Irish Remedy for Hard Times: Leaving

The Wall Street Journal carries an extensive article on Irish emigration.

Migration, the limits of internal devaluation, and the bailout

It is time to dust off old ways of thinking about the Irish economy that were useful in the past.

In the long run, migration sets a floor to Irish wages. It has been thus ever since the Famine of the 1840s, and I don’t believe that the Irish have become less mobile in the last 20 years. Now, a lot of Irish wages are still high by international standards, but eventually as ‘internal devaluation’ proceeds, and as peoples’ living standards are lowered as a result of tax hikes and cuts to public services, it seems inevitable that the ‘migration constraint’ will start to bind again.

Once this happens, then very roughly speaking the size of the Irish economy will be largely governed by relationships of the following sort:

w(1-t) + b + P = E

where w is the wage (which determines employment and output, for given levels of the capital stock and technology); t is the tax rate; b is the value to workers of the public services they receive; P is the premium we enjoy as a result of living in Ireland; and E is the living standard which we can enjoy overseas. If the left hand side of this equation falls too far below the right hand side, people will leave until equilibrium is re-established.

Once we hit this constraint, either because w falls, or t increases and b declines, adjustment in the economy will be more quantity-based and less price-based than it has been to date.

And it gets worse, since t and b depend inter alia on the levels of output and employment. There are fixed costs to running a state, and the debts we are now being saddled with are not population-dependent. You don’t have to be Paul Krugman to see the potential for some pretty nasty feedback loops here.

What can politicians do? The most obvious thing to do is to minimize the debt overhang facing this State, so that t is not higher, and b is not lower, than they otherwise would have to be. Less obviously, if politicians — not the existing ones, obviously, but an entirely new political class — can increase P, by providing people with a political project for national renewal that they can buy into, this might also help convince some people at the margin to stay at home. This is not just essential for our democracy, but for the economy as well.

QEC Autumn 2010

The latest QEC is here. Here’s the press release:

  • We expect that GNP will contract by 1½ per cent this year. For GDP, we expect a decline of ¼ per cent. For 2011, we expect GNP to grow by 2 per cent and for GDP to grow by 2¼ per cent.
  • We expect that employment will average 1.86 million this year, down 68,000 from 2009, a fall of 3½ per cent. We expect the rate of unemployment to average 13¼  per  cent. For 2011, we expect the number employed to average 1.85 million and the rate of unemployment to average 13½  per cent.
  • In the year ending April 2010, the CSO recorded net outward migration to have been 34,500. This was well below our forecast of 70,000. We discuss how this figure of 34,500 seems to be a conservative estimate of the rate of outflow when compared with estimates of migration contained in another CSO publication, namely, the Quarterly National Household Survey. We expect the net outflow in the year ending April 2011 to be 60,000. This is an increase of 10,000 on our earlier forecast for the year ending April 2011.
  • The General Government Deficit is expected to be 31 per cent of GDP this year, a truly dramatic figure. Of course, almost two-thirds of this is a one-off extraordinary item related to the banking bailout. For 2011, we expect the deficit to be 10 per cent of GDP, based on a budgetary package of €4 billion in savings.
  • In our General Assessment, we look at the budgetary challenges facing the country and in particular at the prospects of bringing the deficit down to sustainable levels in a reasonable timeframe. Using the “Low Growth” profile as published by the ESRI in July 2010, we assess what level of savings will be required to achieve a deficit of 3% by 2014. Our calculations suggest that savings of up to €15 billion could be needed, i.e., twice the sum that was under discussion at the time Ireland and the Commission agreed to the 2014 deadline.
  • We express a concern over the potential negative impact on the economy of this scale of adjustment over this period of time.
  • While the 2014 date strikes us as worryingly ambitious, we are mindful that an extension is highly unlikely and so we must operate within the constraints as presented. Although we have based our forecasts on a budgetary package of €4 billion of savings, it could well be that a higher amount will be sought. Whatever it is, the scale of the task is such that there will be a need for adjustments in current and capital spending and in taxation.

Don’t forget to read the articles in the Research Bulletin.

Exit, voice, loyalty and Ireland

I don’t agree with everything in this article, by any means, but it is thought-provoking and topical. And I definitely agree with the authors about the brilliance of Albert Hirschman.

Besides, it gives me an excuse to post a link to this piece from April.

CSO Population and Migration Estimates

Also from the CSO today, estimates of population and migration for the year ending in April 2010. The headline figure that will attract the most attention is net outward migration of 34.5 thousand, the largest figure since 1989.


Exercise prompt
Reproduce, please, only the lines from the first line below to the line containing "The height and", inclusive.

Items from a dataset
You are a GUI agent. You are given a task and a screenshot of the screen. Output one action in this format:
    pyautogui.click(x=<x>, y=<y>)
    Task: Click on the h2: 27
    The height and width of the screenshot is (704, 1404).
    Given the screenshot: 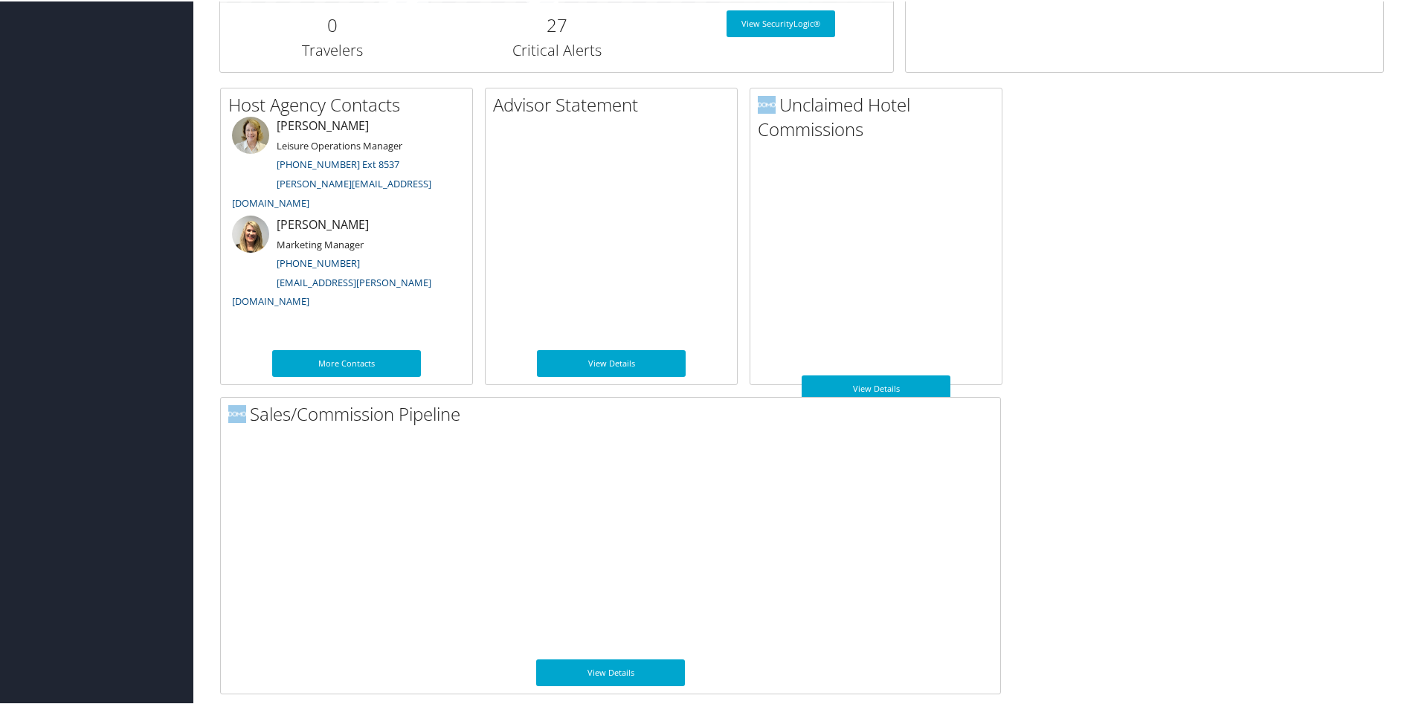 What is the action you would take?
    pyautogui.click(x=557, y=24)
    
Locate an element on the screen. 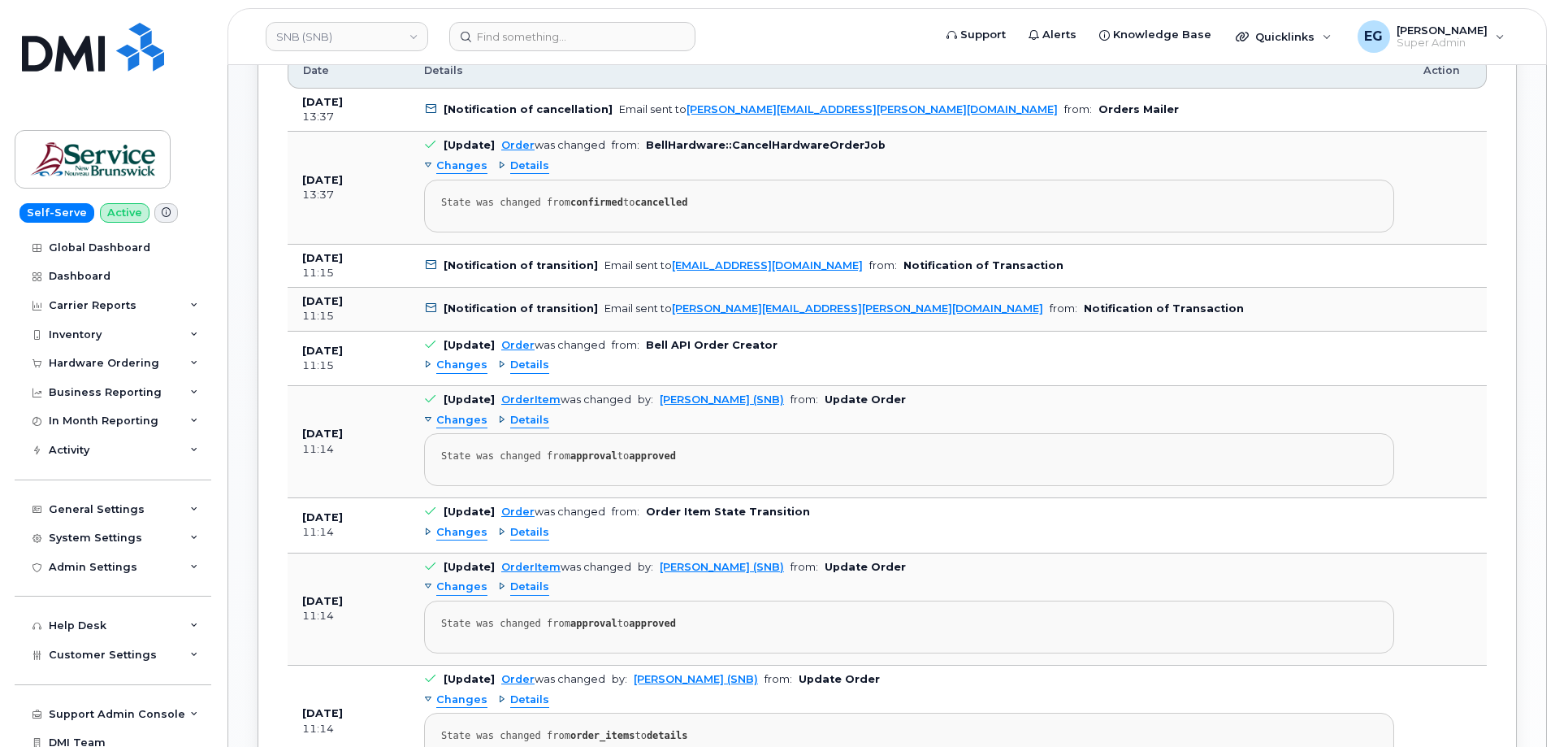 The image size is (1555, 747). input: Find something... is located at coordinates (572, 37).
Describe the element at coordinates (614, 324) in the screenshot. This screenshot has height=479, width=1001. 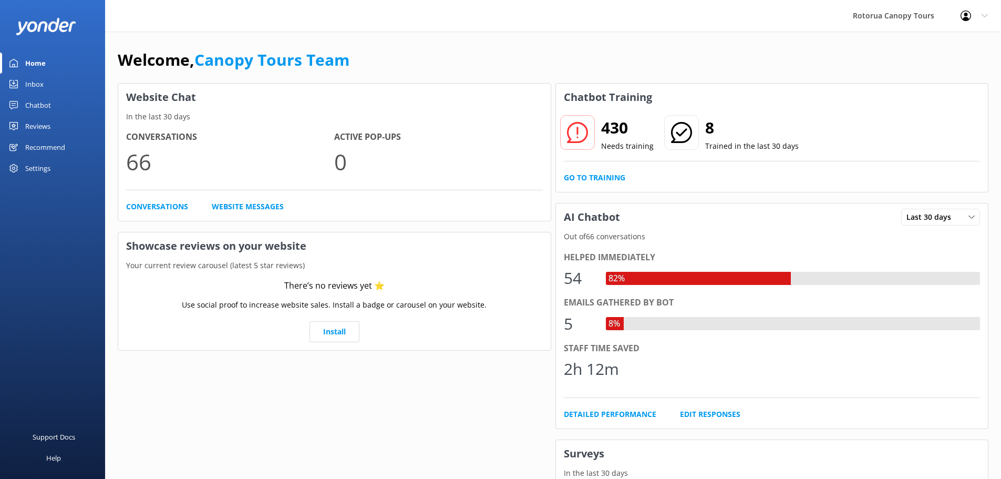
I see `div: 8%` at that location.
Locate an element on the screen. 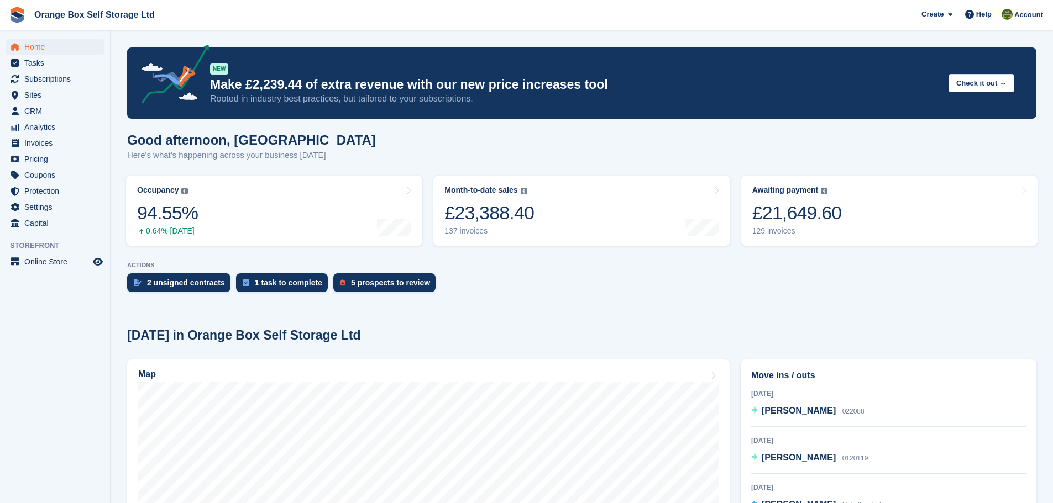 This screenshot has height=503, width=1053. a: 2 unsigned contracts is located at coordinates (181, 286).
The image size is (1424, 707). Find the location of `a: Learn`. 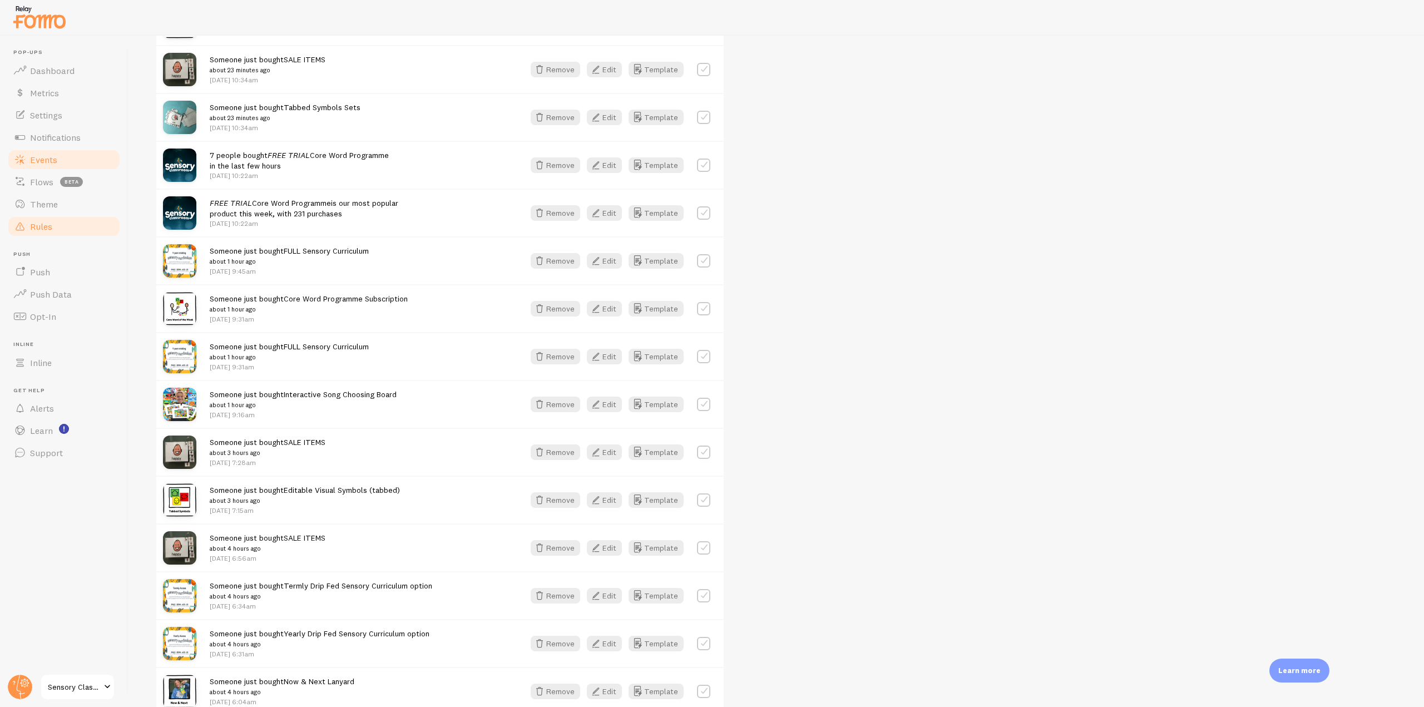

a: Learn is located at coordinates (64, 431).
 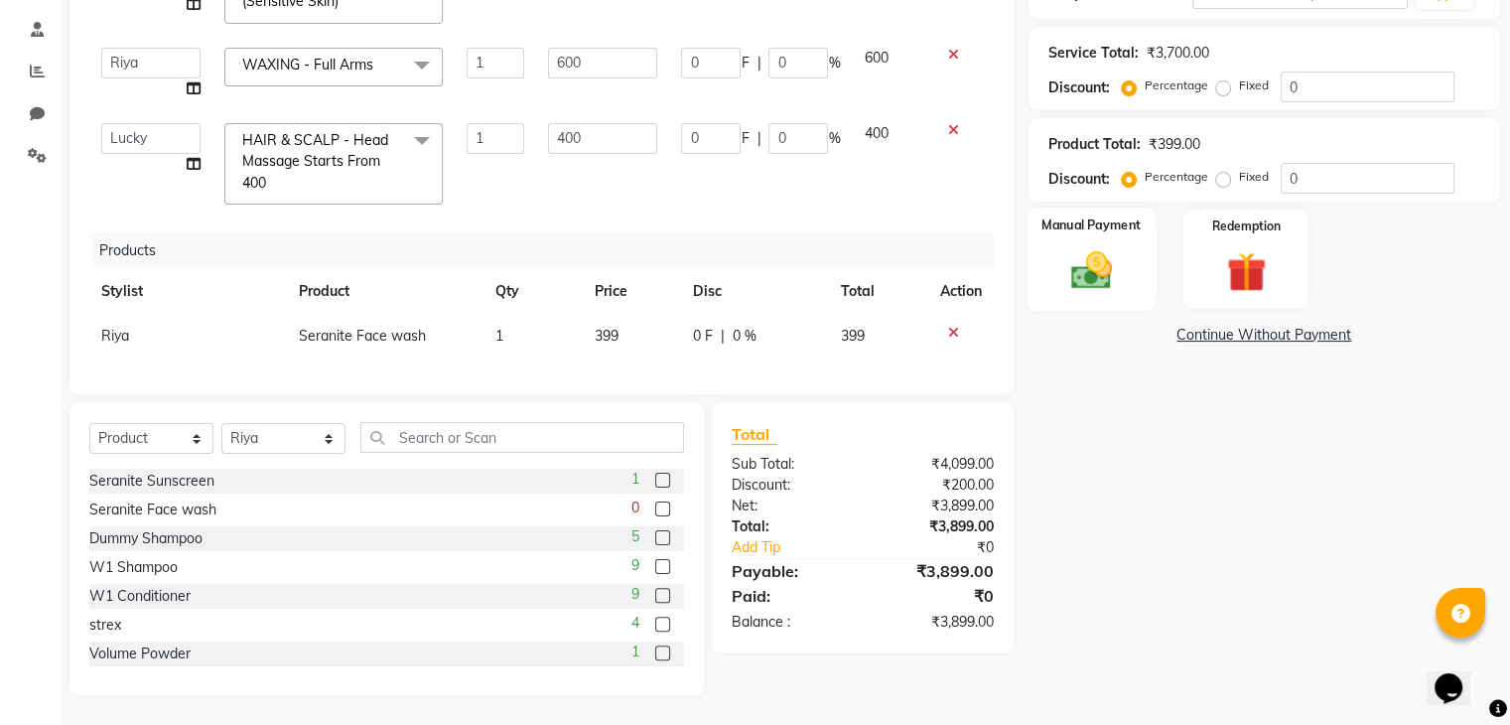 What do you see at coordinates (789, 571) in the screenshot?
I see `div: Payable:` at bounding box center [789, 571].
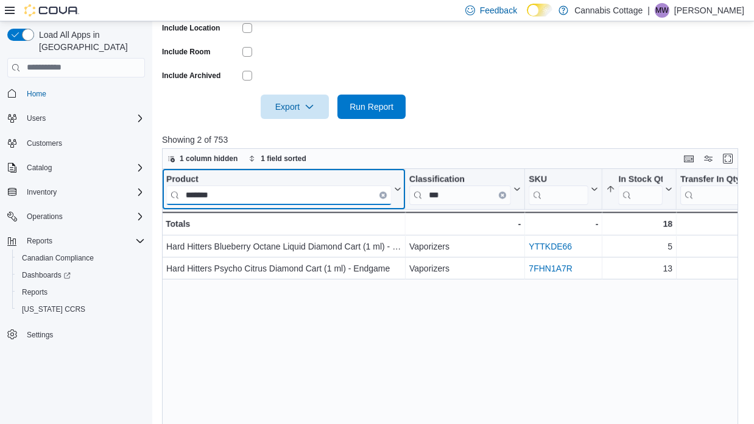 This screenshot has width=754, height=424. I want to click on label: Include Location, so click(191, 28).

Answer for this exercise
You are a GUI agent. You are given a task and a screenshot of the screen. Output one action in this format:
    pyautogui.click(x=<x>, y=<y>)
    Task: Click on the h2: 27
    The height and width of the screenshot is (704, 1404).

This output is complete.